This Budget was such a disappointment. There are more holes in it than in the A373 between Honiton and Cullompton. It contained little in the way of support for frontline NHS and care services. It is ironic that when national insurance was introduced by a Liberal Government in 1911, its purpose was partly as a safety net to catch people experiencing ill health. The Liberal Government who introduced it required contributions from employers and the state, as well as the individual.

The Chancellor’s flagship measure—the national insurance cut—failed to deliver any help for pensioners or those on fixed incomes in the way that a rise in the income tax threshold could have done. Instead of long-term investment, the Government chose a series of quick patch-up jobs that brush over the latest crisis, rather than taking the time to fill in their holes properly. The Government need to understand that funnelling every last available penny they could scrape together into a national insurance cut will not turn things around.

The average pothole-related breakdown will set drivers back around £440. That is the same amount that someone might have got back from this national insurance cut. One trip down a poorly maintained road and all those savings are gone in a bang, as the driver shreds a tyre on the edge of a crater. I am reminded of driving through the streets of former Yugoslavia in an Army Land Rover 20 years ago, where avoiding a collision in Kosovo required a Land Rover Defender; increasingly, it is also a requirement in Culmstock, Colyton and Combe Raleigh.

If small businesses are the engines of our local economy, investment in our road network is the lubricant in rural areas such as Devon. The roads are the ribbons that connect our towns and villages. In recent years, many have become impassable. Almost every single week, my postbag is flooded with correspondence about potholes. I fear that if I were to plot them on a map, those reported across mid and east Devon would hardly leave any road left. They are certainly one of the things that people are most annoyed about. That is why the £6.6 million announced for Devon’s roads is nothing more than a smokescreen. It goes nowhere near what is genuinely required to fix the underlying problem.

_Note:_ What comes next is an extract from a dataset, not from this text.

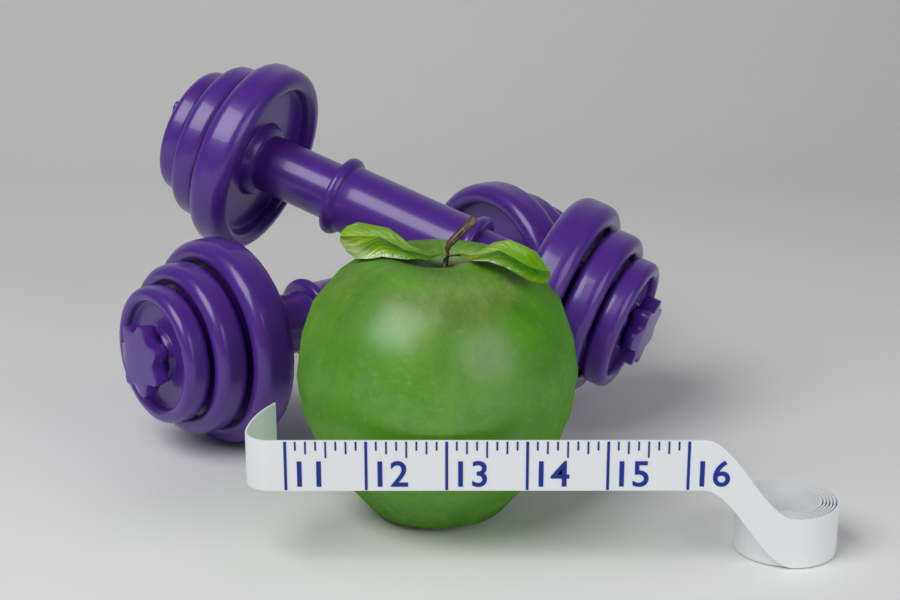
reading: 14.750 (no unit)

It is not just me saying that. The Conservative leader of Devon County Council, John Hart, who is ultimately responsible for the maintenance of our roads in Devon, says the funding is a “drop in the ocean”. He went on to say that while the council was given an extra £9.5 million for roads last year, £7 million of that repair money was immediately eaten up by inflation. Last April, the council was forced to announce that it only had the capacity to maintain priority roads, allowing other vital roads to endure a “managed decline”. This is a shameful state of affairs. It says something when getting on a horse and riding over the rolling hills of Devon may be the best way of traversing our county for the first time in over 100 years. Figures from the Department for Transport lay the issue bare—these statistics just cannot be argued with. Just 18.6 miles of roads in Devon had improvement work done in the year to March 2023, down from 273.6 miles five years ago, all under the Conservatives’ watch.

The Budget was a missed opportunity. The Government know that they have lost the race and are now simply limping to the finish line. The people of Devon deserve so much better. They demand better. They know that, in the rural areas of the west country, the only way to get it is to vote Liberal Democrat.